Effects on Blood Sugar and Insulin
This is the side effect profile that matters most. Growth hormone naturally makes your cells less responsive to insulin, and MK-677 does the same. In a controlled trial of healthy older adults, fasting blood glucose rose an average of 5 mg/dL after 12 months on MK-677, and insulin sensitivity declined significantly. HbA1c, a measure of longer-term blood sugar control, also crept up.
These changes were statistically significant but relatively small in healthy people. In the group that continued MK-677 for two years, the fasting glucose increase lost statistical significance, suggesting the body may partially adapt over time. Still, for anyone with prediabetes or diabetes, or a family history of either, this effect is a genuine concern. A hip fracture recovery trial in elderly patients had to be stopped early because of adverse effects, with blood sugar changes among the issues.
Other Side Effects
Beyond blood sugar, the side effects of MK-677 largely mirror what you’d expect from elevated growth hormone.
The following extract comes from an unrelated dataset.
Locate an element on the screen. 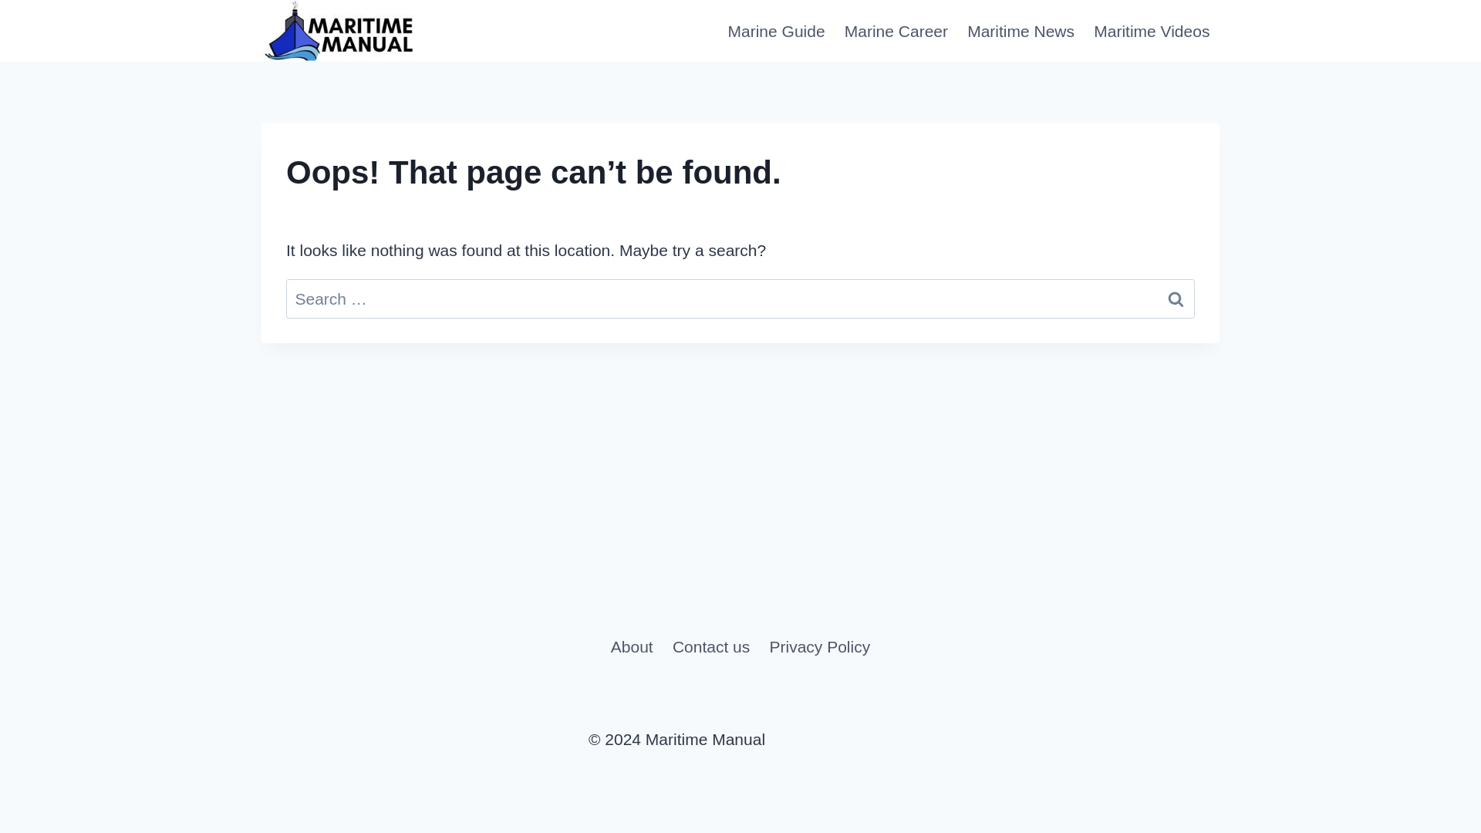 This screenshot has width=1481, height=833. Maritime News is located at coordinates (1021, 31).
Water retention and mild swelling (particularly in the hands and feet) are commonly reported. Joint aches and muscle pain can occur. Increased appetite is nearly universal and can be intense, particularly in the first few weeks.
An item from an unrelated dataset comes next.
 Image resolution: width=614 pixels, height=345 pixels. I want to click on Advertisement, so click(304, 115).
Because growth hormone influences so many systems, the list of potential effects is long. Some users report improved sleep quality, which aligns with the known relationship between growth hormone and deep sleep. Growth hormone secretion naturally drops with age alongside declines in slow-wave sleep, so restoring growth hormone levels could plausibly improve sleep architecture, though direct MK-677 sleep data from rigorous trials is limited.
Legal and Regulatory Status
MK-677 is not approved for human use in any country. It falls under the World Anti-Doping Agency’s 2025 Prohibited List as a growth hormone secretagogue, classified under “S2: Peptide Hormones, Growth Factors, Related Substances, and Mimetics.” It is banned at all times, both in and out of competition, and categorized as a non-specified substance, which carries stricter penalties for athletes who test positive.
Outside of sports, MK-677 exists in a legal gray zone in many countries. It’s often sold as a “research chemical” rather than a supplement or medication, which allows vendors to sidestep regulations that would apply to drugs or dietary supplements. This means the products available online have no quality control guarantees. Independent lab testing of these products has repeatedly found inaccurate dosing, contamination, or mislabeled ingredients.
What the Research Actually Shows
MK-677 reliably raises growth hormone and IGF-1 levels. That part is well established across multiple trials. What’s far less clear is whether those hormonal changes produce meaningful, lasting benefits for the people taking it. The muscle gains in clinical studies have been modest and accompanied by fat gain. The bone effects are mixed. The metabolic downsides, particularly reduced insulin sensitivity, are consistent and concerning.
Most clinical trials have been small, short, and conducted in elderly populations recovering from specific conditions. Almost no rigorous data exists for the young, healthy adults who make up the majority of people actually using MK-677. Extrapolating results from frail 70-year-olds to a 25-year-old looking to build muscle requires a leap the science doesn’t support. The risk-benefit calculation looks very different when your growth hormone levels are already normal.